I will offer the honest coda, because a case without mistakes is a brochure, and we are far enough into the build to have already collected a few. When we announced the project to our staff, I led with what the technology could do. I should have led with what would not change. People hear “AI initiative” and privately calculate their own odds, and I let that anxiety run longer than better leadership would have. We also learned that the operating rhythm around a system like this, the weekly review of what it drafts and where it fails, belongs on day one rather than on the list of things to formalize later. Whatever you build, at whatever scale, start there.
Three Questions Every Owner Should Ask a Vendor This Quarter
Now, I know what some of you are thinking. You run a twelve-person company, you are never going to build an internal system with a name and an executive owner, and a nonprofit lender’s architecture is not your Monday morning problem. Fair enough. You do not need our system. The design principles underneath it are fully portable, and they compress into three questions you can ask any AI vendor this quarter. Three, and only three.
One. Where does the work run, and who controls that hardware? If the answer is a vendor’s cloud, priced per query, you are exposed to the reset and to every repricing decision made between now and then. If the answer is hardware you or your implementation partner controls, at a fixed and knowable cost, the reset becomes a headline you read about rather than a bill you receive.
Two. What does the machine decide, and what does a human decide? If the pitch involves the machine making a decision your business will be held responsible for, a credit call, a medical judgment, a safety determination, walk away. The machine drafts. A person decides. Every time, in every workflow, with no exceptions carved out for convenience.

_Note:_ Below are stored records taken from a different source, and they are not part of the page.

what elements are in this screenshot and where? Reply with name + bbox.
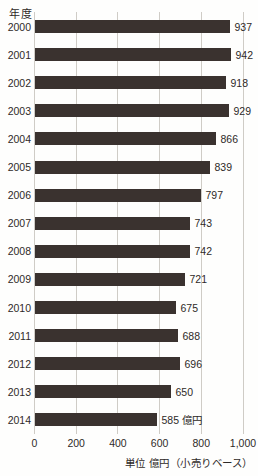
bar (35, 217, 190, 230)
year-label: 2011 (0, 329, 31, 343)
x-tick-label: 200 (56, 437, 96, 449)
year-label: 2006 (0, 188, 31, 202)
x-tick-label: 800 (181, 437, 221, 449)
bar (35, 104, 229, 117)
year-label: 2005 (0, 160, 31, 174)
value-label: 688 (183, 329, 201, 343)
value-label: 937 (235, 20, 253, 34)
year-label: 2013 (0, 385, 31, 399)
year-label: 2009 (0, 272, 31, 286)
year-label: 2001 (0, 48, 31, 62)
value-label: 942 (236, 48, 254, 62)
bar (35, 76, 226, 89)
x-tick-label: 1,000 (223, 437, 258, 449)
year-label: 2012 (0, 357, 31, 371)
value-label: 675 (181, 301, 199, 315)
value-label: 743 (195, 216, 213, 230)
bar (35, 132, 216, 145)
value-label: 585 億円 (162, 413, 202, 427)
year-label: 2004 (0, 132, 31, 146)
x-tick-label: 600 (140, 437, 180, 449)
bar (35, 189, 201, 202)
value-label: 866 (221, 132, 239, 146)
bar (35, 301, 176, 314)
year-label: 2014 (0, 413, 31, 427)
value-label: 918 (231, 76, 249, 90)
value-label: 650 (176, 385, 194, 399)
x-tick-label: 0 (15, 437, 55, 449)
bar (35, 385, 171, 398)
year-label: 2008 (0, 244, 31, 258)
bar (35, 48, 231, 61)
value-label: 742 (195, 244, 213, 258)
bar-chart-figure: 年度 単位 億円（小売りベース） 02004006008001,00020009… (0, 0, 258, 476)
value-label: 721 (190, 272, 208, 286)
bar (35, 357, 180, 370)
year-label: 2000 (0, 20, 31, 34)
bar (35, 273, 185, 286)
bar (35, 413, 157, 426)
value-label: 839 (215, 160, 233, 174)
bar (35, 245, 190, 258)
x-tick-label: 400 (98, 437, 138, 449)
value-label: 696 (185, 357, 203, 371)
year-label: 2007 (0, 216, 31, 230)
year-label: 2010 (0, 301, 31, 315)
x-axis-unit-caption: 単位 億円（小売りベース） (125, 455, 253, 470)
value-label: 929 (234, 104, 252, 118)
bar (35, 161, 210, 174)
value-label: 797 (206, 188, 224, 202)
bar (35, 20, 230, 33)
bar (35, 329, 178, 342)
year-label: 2003 (0, 104, 31, 118)
year-label: 2002 (0, 76, 31, 90)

Three. What happens to your workflows if this vendor triples the price, gets acquired, or shuts down? If the honest answer is “we start over,” then what you have bought is a dependency wearing a workflow’s clothes, and dependencies fail on someone else’s schedule, usually at the worst possible moment.
That is the whole test. A vendor who answers all three cleanly is selling you capability. A vendor who cannot is selling you subscription-era plumbing at implementation-era prices, and the clock on that arrangement is already running.
Build So the Next Morning Belongs to You
Come back to the shop owner one last time. Eighteen thousand dollars, three tools, one tripled rate, and a workflow held hostage on a Tuesday. What she needed was a workflow she owned, running on infrastructure she controlled, priced against a result she could measure. A bigger subscription solves none of that. A better-designed operation solves all of it, and that option is available to her right now, at her scale, for owners willing to treat AI as an operating decision rather than a shopping decision.
The correction, when it comes, will be loud. Write-downs, bankruptcies, columns declaring the whole thing a mania. Remember the fiber in the ground. The technology will keep working straight through the noise, and it will get cheaper on the other side, and the owners who spent this era building workflows they control will wake up with a cost structure their competitors cannot touch.
AI is real. The bubble is a business model, not the technology. The bubble rewarded scale, and the reset will reward control, and control is built the same way it has always been built in a small business: deliberately, unglamorously, one workflow at a time.
The bubble will do what bubbles do. The businesses built on top of it, thoughtfully and quietly, will keep running the next morning. Build so the next morning belongs to you.